MANUFACTURING

Action-Sports Vets Introduce New Denim Line

Fashion gurus can quibble about whether the athleisure trend has run its course. But for two entrepreneurs from Orange County, Calif., athleisure packs a lot of momentum.

Danny Kurtzman and Ryan Mark believe the athleisure customer’s quest for style and comfort will be best realized through their new jeans line Alday Denim, which bridges the territory between work and loungewear.

The bottoms feel like sweatpants, but they look like premium denim, said Kurtzman, who is also the co-owner of 3Point Distribution, the parent company of action-sports brand Ezekiel.

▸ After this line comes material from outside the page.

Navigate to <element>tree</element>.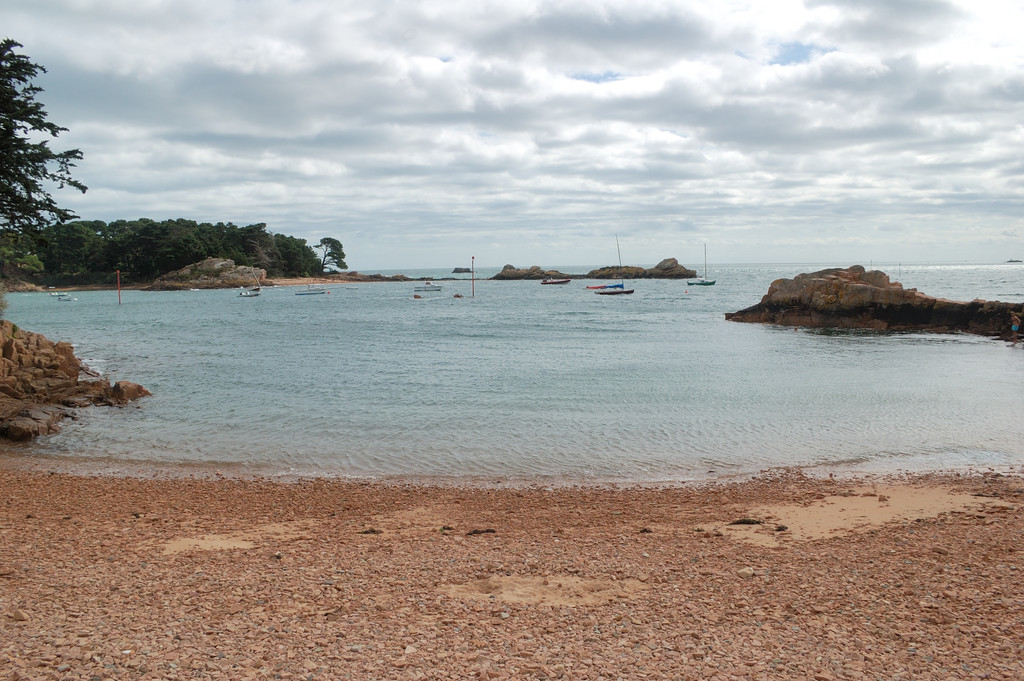
Navigation target: rect(310, 238, 346, 272).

Mark is the director of marketing for Ezekiel, which is sold at retailers including Nordstrom, Tilly’s and Revolve. “The basic idea was that a lot of guys want to be comfortable and look good, but we can’t wear joggers to work,” Mark said of the tapered sweatpants.

After working for years in wholesale, Kurtzman and Mark chose to introduce their new independent brand through a crowdfunding campaign on Kickstarter, which met its $15,000 funding goal on the first day, Kurtzman said. By press time, the fund-raising project had raised more than $36,000 and is scheduled to wrap up on Nov. 10. The two entrepreneurs hope to deliver 500 pairs of jeans by April 2019.

Kurtzman and Mark mounted a Kickstarter campaign because they’re pitching Alday to those Silicon Valley types who value that kind of funding, not Ezekiel’s core customer of skateboarders and action-sports fans.

The two said the majority of people supporting the campaign were people they did not previously know and were not part of the Orange County action-sports scene.

Part of their pitch is that they’ll succeed where other Kickstarter campaigns have failed. They said Alday Denim won’t fumble when it comes to manufacturing because their operating partner will be 3Point Distribution, which will be in charge of making the pants and has been managing the manufacturing for action-sports brands for more than 15 years.

Eighty percent of 3Point Distribution’s revenue comes from making private-label goods. Kurtzman declined to state the company’s revenues.

3Point Distribution started in the 1950s when Kurtzman’s grandfather, Mervin Kurtzman, manufactured men’s suits in Los Angeles under the American Fashion nameplate.

Around the turn of the century, the company’s name changed when it started focusing on action-sports clothing and managing manufacturing operations rather than owning factories.

The idea of mixing athleisure and denim is not new. Italian premium-brand Diesel started selling its Jogg Jeans in 2011 and continues to sell the bottoms, which mix softness with distressed-denim looks.

Ezekiel has mixed athleisure styles and denim looks. It sells a hybrid jean that looks like denim but feels like fleece.

Alday uses a similar fabric, but it is a premium version, which is like fleece. It is an open-knit fabric made of 68 percent cotton, 33 percent polyester and 2 percent spandex.

Like a sweatpant, the waistband and the body of the pants are stretchy. But the five-pocket jeans have the minimal styling and the tapered legs of a premium-denim pant.

For the first season, the pants will come in black and gray and retail for $98. They will be sold on the direct-to-consumer site aldaydenim.com. Eventually the brand might produce pop-up shops.